5. Move, move, move – and chill

“You know what they say, if exercise were a pill, everyone would take it,” says George.

Moving your body improves lung capacity and regulates breathing and it also calms the mind, which works together with the breath in a kind of constant feedback loop.

George recommends a little game for engaging the senses as well as the muscles next time you take a walk: “Ask yourself to name five things you can see, four things you feel, three things you hear, two things you smell and one thing you taste,” she says. “It will help ground you and make you feel at peace and your breath will naturally calm down.

Jenafer Matthews takes an early morning hike in the Port Hills and does some mindful breathing.

Actually, you don’t even have to be moving to play that game. “You can do it in the office, you can do it anywhere,” says George adding that she herself is not a “lie-down-and-meditate kind of person... I like things you can do easily in the moment that promote calm normal breathing.”

For those sitting at desks all day, something called “screen apnoea” can develop – meaning we periodically hold our breath as we type. “Check in with yourself during the day,” says George. “Make sure you have soft loose posture and take a nice long breath out.” Yes, that’s the next tip.

6. Focus on breathing out

We’ve all grown up hearing “take a deep breath” when we’re stressed, but the part of breathing that really calms us, says George, is the breathing out.

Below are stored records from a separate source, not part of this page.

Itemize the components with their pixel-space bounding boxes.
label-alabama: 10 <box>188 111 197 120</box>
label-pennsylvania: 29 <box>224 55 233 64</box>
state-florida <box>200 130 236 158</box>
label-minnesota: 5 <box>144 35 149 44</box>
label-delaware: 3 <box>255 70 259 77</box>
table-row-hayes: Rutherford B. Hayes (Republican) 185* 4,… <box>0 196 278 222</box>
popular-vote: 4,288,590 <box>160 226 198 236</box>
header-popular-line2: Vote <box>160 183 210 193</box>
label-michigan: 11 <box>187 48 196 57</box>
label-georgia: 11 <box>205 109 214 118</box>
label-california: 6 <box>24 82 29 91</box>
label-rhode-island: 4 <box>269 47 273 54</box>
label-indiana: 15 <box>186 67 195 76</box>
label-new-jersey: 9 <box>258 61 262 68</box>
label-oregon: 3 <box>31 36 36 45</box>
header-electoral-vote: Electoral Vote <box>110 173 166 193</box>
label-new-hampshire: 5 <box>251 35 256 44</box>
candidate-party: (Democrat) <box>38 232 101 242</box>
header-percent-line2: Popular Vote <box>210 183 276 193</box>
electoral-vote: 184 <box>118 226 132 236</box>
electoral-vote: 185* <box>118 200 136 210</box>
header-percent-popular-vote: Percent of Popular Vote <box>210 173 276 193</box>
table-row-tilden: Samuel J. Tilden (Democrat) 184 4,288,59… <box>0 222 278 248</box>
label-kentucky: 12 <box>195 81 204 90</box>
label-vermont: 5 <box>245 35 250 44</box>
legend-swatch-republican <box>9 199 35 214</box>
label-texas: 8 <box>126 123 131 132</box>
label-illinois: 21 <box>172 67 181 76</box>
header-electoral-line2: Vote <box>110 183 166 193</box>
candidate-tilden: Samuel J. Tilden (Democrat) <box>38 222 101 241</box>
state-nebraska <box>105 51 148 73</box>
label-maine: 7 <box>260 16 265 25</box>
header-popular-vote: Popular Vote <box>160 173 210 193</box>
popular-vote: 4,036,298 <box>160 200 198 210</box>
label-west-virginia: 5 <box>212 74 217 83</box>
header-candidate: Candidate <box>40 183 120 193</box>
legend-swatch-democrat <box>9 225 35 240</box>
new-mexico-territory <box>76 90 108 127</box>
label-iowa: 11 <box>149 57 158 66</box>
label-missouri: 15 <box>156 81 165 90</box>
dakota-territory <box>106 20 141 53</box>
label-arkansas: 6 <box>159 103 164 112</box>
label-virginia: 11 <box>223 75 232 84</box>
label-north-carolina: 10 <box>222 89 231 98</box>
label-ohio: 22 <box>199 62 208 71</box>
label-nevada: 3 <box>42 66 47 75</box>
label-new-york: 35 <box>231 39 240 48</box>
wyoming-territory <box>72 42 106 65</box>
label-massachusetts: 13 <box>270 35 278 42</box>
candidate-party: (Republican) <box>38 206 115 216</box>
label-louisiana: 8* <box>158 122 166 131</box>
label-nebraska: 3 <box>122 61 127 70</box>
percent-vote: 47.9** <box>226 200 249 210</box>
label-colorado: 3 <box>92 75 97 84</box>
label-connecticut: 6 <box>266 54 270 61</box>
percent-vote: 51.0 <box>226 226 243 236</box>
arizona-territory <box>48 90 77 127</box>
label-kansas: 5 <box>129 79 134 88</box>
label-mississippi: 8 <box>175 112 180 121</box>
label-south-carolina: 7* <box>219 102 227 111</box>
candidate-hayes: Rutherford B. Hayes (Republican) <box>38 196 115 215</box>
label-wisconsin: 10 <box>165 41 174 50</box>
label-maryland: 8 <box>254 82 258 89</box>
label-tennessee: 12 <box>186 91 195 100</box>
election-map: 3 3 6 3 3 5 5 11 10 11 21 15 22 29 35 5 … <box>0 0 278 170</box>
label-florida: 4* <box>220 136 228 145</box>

So next time you’re in a stressful situation focus on breathing out through the nose. Or if you really want to expel some serious air, do it through the mouth, but through tight lips, as if you were blowing out a candle.

7. Forget ‘more is more’

Quite simply, self-soothing isn’t about taking gigantic breaths. “When we do that our brains think we’re stressed and default to ‘gimme more, gimme more’,” says George. “The less you breathe the more your brain feels calm. It thinks ‘I must be in a safe space’.”

If you're exercising intensely or, say, running away from a rabid dog, your breath should naturally speed up and deepen accordingly.

But for the most part, you don’t need to sniff at the air or strive to draw it down into your bowels, says George. With a deep breath you’re aiming for your diaphragm which is the base of your ribs.

Catherine George (right) shows Rachel Parkin how the diaphragm is a dome-shaped muscle that pulls downwards and outwards, inflating the lungs.

Each breath should be about 500ml of air, she says. Which means you don’t need to puff up your chest like a superhero.

“More isn’t better,” George says, pointing out that this maxim doesn’t just apply to the air we breathe, but to the hours we work and the stress we place on ourselves. “You get a pat on the back for being busy in our culture,” she says.

So busy we sometimes forget to breathe.

The information in this article is general in nature and should not be read as personalised medical advice. Readers concerned about their health are advised to see a qualified medical professional.